China built a wall and fought constant wars against neighbours on all its borders — until it succumbed to the US, Europe, Japan and the USSR in the nineteenth century; now it has clawed its way back to be leader of an alignment of places trying to break free of the “Western world order”, with other “BRICS” as powerful friends in the challenge to the West.

War is not just imminent; at this moment, the attack by Russia on Ukraine and by Israel on several of its neighbours (“the seven-front war” as Netanyahu calls it), are exactly the kind of wars demonstrating an old hegemony in decline; its weakness is tested on battlefields. A major war between the US alliance and a Russo-Chinese-developing world alignment, is more probable than not.

A failure of my imagination

As a member of the great Western middle class giving my allegiance to our traditions of politics, human rights, science, culture, and morality, I cannot imagine our ways being supplanted by any other civilization whose values I consider higher than our own. And that is exactly the problem. A universal human culture does not exist. One ends up having to make some choices.
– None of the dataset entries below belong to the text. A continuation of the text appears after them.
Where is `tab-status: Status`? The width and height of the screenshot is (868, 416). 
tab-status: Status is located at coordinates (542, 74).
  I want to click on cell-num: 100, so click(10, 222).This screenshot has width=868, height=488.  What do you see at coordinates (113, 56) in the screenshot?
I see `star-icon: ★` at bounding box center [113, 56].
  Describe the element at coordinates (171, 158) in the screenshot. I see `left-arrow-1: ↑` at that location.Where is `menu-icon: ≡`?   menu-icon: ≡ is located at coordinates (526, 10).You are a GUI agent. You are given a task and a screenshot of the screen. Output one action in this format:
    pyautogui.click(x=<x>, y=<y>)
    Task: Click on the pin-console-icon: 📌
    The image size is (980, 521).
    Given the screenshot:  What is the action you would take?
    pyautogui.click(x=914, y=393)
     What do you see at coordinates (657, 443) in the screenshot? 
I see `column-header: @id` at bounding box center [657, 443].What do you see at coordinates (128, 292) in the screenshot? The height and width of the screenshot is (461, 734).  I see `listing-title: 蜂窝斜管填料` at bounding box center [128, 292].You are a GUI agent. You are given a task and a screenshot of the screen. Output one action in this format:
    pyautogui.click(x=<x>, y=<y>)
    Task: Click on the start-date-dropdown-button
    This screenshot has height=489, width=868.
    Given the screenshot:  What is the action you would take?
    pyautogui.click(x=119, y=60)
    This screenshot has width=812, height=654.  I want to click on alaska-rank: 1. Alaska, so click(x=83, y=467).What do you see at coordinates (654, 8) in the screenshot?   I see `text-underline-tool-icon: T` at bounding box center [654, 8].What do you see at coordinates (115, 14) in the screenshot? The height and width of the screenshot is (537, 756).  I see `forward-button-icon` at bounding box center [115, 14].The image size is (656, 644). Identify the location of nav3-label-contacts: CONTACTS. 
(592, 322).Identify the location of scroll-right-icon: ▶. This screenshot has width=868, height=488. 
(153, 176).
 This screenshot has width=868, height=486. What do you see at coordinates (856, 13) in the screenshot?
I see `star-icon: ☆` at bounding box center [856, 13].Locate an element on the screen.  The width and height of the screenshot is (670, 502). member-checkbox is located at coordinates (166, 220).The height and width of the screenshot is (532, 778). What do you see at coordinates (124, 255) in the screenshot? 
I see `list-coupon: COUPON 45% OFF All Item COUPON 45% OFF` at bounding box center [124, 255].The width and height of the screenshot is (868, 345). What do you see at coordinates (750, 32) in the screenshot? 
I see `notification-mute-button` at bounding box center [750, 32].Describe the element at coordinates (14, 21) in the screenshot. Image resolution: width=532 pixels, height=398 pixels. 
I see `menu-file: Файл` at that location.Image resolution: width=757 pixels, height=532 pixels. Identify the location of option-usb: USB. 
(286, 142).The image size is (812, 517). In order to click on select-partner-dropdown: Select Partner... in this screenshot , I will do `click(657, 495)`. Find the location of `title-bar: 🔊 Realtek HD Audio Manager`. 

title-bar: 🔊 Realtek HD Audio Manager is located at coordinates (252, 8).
Who will do the hard things? Those who can.

My sub-title is a rabbinic aphorism. Who do we look to for solutions to things like climate change, capitalist collapse, war and old horrors like famine, poverty, and plague? Who can offer the solutions?

I have to say, that same experimental class that has brought us this far in the West. Yes. People not so different from myself: Western, postmodern, middle-class! Let the non-western peoples offer their alternatives.

Conclusions: 1 mage, 1 nation

I have written myself into a corner, admitting the failure of my imagination to foresee solutions to Western-originated problems coming from outside the West. A major reason I say this, is that the position of women here is far advanced beyond anything I see outside. If patriarchy lasts outside, we will prevail.

Now I have a project for future editions of the Arc: applying what I know of history to depict plausible unfolding of the future, with different lenses and perspectives beyond the limited ones that Western civilization has evolved. I know Charles Eisenstein has been attempting the very same thing, so I refer readers to his essays at substack as an introduction.

The possibilities of non-Western ways rising to the position the West has hitherto enjoyed need to be explored imaginatively. I hope I am capable.